Weekend Reading List — 28/03/2026
Have a great weekend.
Links
“Basecamp becomes agent accessible” - DHH. One of the most interesting ideas of the “agentic” age IMO is this notion of headless or permissionless-integrations. This was the promise of the “/API” era but in reality, it was never that easy to create net-new integrations and build workflows to use these. No/low-code solutions were a great start, but often neither composable or intuitive enough. Agents as it turns out, are the killer app for this use case. Making it easier for agents to use your product (as outlined in this piece), and then interface with other products, feels exactly where the puck is going for SaaS products.
“Rectangles Are Losing Their Monopoly” - Dec Kickham. This piece captures that weird “uncanny valley” of AI tools where the tech can mind-blowing but the primitives are still lagging behind (is it really always going to be chatbots?), or more accurately, just not all established yet.
“The age of vertical models is here” - Eoghan McCabe. Very interesting read on model specialisation, the case for vertical models (i.e. open weight models + post-training), and what this all means for the frontier labs and the huge lead they have today. I particularly like this framing that, for so many general purpose tasks, frontier models are actually “over-serving” the market (you don’t need gpt-5 to write a cover letter), but open-weight models could be so much more powerful (not to mention cost-effective) for vertical use cases by adding in domain-specific post-training and context.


* [Problem to work on] Having read the data, transcribe all of it without deviation.

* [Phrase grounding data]
___

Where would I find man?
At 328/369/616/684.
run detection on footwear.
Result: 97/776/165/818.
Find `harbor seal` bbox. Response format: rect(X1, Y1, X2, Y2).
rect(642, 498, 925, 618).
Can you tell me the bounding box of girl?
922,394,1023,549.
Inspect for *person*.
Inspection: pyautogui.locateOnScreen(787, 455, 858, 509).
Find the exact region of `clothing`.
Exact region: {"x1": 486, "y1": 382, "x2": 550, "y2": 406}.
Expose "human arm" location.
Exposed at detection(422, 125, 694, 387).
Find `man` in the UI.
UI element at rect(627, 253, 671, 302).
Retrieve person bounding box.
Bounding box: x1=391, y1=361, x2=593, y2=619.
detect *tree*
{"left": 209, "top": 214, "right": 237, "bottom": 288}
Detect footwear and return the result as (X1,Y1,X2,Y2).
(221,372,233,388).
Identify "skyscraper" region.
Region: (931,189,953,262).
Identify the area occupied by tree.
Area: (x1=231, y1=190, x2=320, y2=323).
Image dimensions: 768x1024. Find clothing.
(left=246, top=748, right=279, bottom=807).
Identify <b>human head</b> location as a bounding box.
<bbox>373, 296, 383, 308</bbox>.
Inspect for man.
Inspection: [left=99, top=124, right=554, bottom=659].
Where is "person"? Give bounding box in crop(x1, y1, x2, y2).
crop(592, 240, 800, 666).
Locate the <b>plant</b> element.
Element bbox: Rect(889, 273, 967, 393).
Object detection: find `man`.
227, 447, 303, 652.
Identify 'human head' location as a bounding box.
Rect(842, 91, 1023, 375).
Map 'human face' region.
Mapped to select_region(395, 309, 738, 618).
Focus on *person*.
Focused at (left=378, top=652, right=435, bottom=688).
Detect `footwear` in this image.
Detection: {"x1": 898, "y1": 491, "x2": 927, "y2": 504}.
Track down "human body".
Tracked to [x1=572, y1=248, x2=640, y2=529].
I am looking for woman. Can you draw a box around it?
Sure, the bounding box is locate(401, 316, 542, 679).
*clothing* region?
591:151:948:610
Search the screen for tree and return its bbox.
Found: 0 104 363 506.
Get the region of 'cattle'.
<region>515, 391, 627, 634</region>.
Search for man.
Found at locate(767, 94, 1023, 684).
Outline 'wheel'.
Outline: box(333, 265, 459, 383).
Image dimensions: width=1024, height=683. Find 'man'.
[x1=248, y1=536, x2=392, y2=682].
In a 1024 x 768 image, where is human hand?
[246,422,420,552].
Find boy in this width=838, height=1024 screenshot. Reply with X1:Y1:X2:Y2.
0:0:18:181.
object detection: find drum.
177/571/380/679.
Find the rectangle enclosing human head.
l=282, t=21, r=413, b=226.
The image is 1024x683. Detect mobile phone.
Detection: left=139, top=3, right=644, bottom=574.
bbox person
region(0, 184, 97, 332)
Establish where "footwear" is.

___

* [Solved exercise]
Where would I find man?
At 328/369/616/684.
run detection on footwear.
Result: 97/776/165/818.
Find `harbor seal` bbox. Response format: rect(X1, Y1, X2, Y2).
rect(642, 498, 925, 618).
Can you tell me the bounding box of girl?
922,394,1023,549.
Inspect for *person*.
Inspection: pyautogui.locateOnScreen(787, 455, 858, 509).
Find the exact region of `clothing`.
Exact region: {"x1": 486, "y1": 382, "x2": 550, "y2": 406}.
Expose "human arm" location.
Exposed at detection(422, 125, 694, 387).
Find `man` in the UI.
UI element at rect(627, 253, 671, 302).
Retrieve person bounding box.
Bounding box: x1=391, y1=361, x2=593, y2=619.
detect *tree*
{"left": 209, "top": 214, "right": 237, "bottom": 288}
Detect footwear and return the result as (X1,Y1,X2,Y2).
(221,372,233,388).
Identify "skyscraper" region.
Region: (931,189,953,262).
Identify the area occupied by tree.
Area: (x1=231, y1=190, x2=320, y2=323).
Image dimensions: 768x1024. Find clothing.
(left=246, top=748, right=279, bottom=807).
Identify <b>human head</b> location as a bounding box.
<bbox>373, 296, 383, 308</bbox>.
Inspect for man.
Inspection: [left=99, top=124, right=554, bottom=659].
Where is "person"? Give bounding box in crop(x1, y1, x2, y2).
crop(592, 240, 800, 666).
Locate the <b>plant</b> element.
Element bbox: Rect(889, 273, 967, 393).
Object detection: find `man`.
227, 447, 303, 652.
Identify 'human head' location as a bounding box.
Rect(842, 91, 1023, 375).
Map 'human face' region.
Mapped to select_region(395, 309, 738, 618).
Focus on *person*.
Focused at (left=378, top=652, right=435, bottom=688).
Detect `footwear` in this image.
Detection: {"x1": 898, "y1": 491, "x2": 927, "y2": 504}.
Track down "human body".
Tracked to [x1=572, y1=248, x2=640, y2=529].
I am looking for woman. Can you draw a box around it?
Sure, the bounding box is locate(401, 316, 542, 679).
*clothing* region?
591:151:948:610
Search the screen for tree and return its bbox.
Found: 0 104 363 506.
Get the region of 'cattle'.
<region>515, 391, 627, 634</region>.
Search for man.
Found at locate(767, 94, 1023, 684).
Outline 'wheel'.
Outline: box(333, 265, 459, 383).
Image dimensions: width=1024, height=683. Find 'man'.
[x1=248, y1=536, x2=392, y2=682].
In a 1024 x 768 image, where is human hand?
[246,422,420,552].
Find boy in this width=838, height=1024 screenshot. Reply with X1:Y1:X2:Y2.
0:0:18:181.
object detection: find drum.
177/571/380/679.
Find the rectangle enclosing human head.
l=282, t=21, r=413, b=226.
The image is 1024x683. Detect mobile phone.
Detection: left=139, top=3, right=644, bottom=574.
bbox person
region(0, 184, 97, 332)
Establish where "footwear" is.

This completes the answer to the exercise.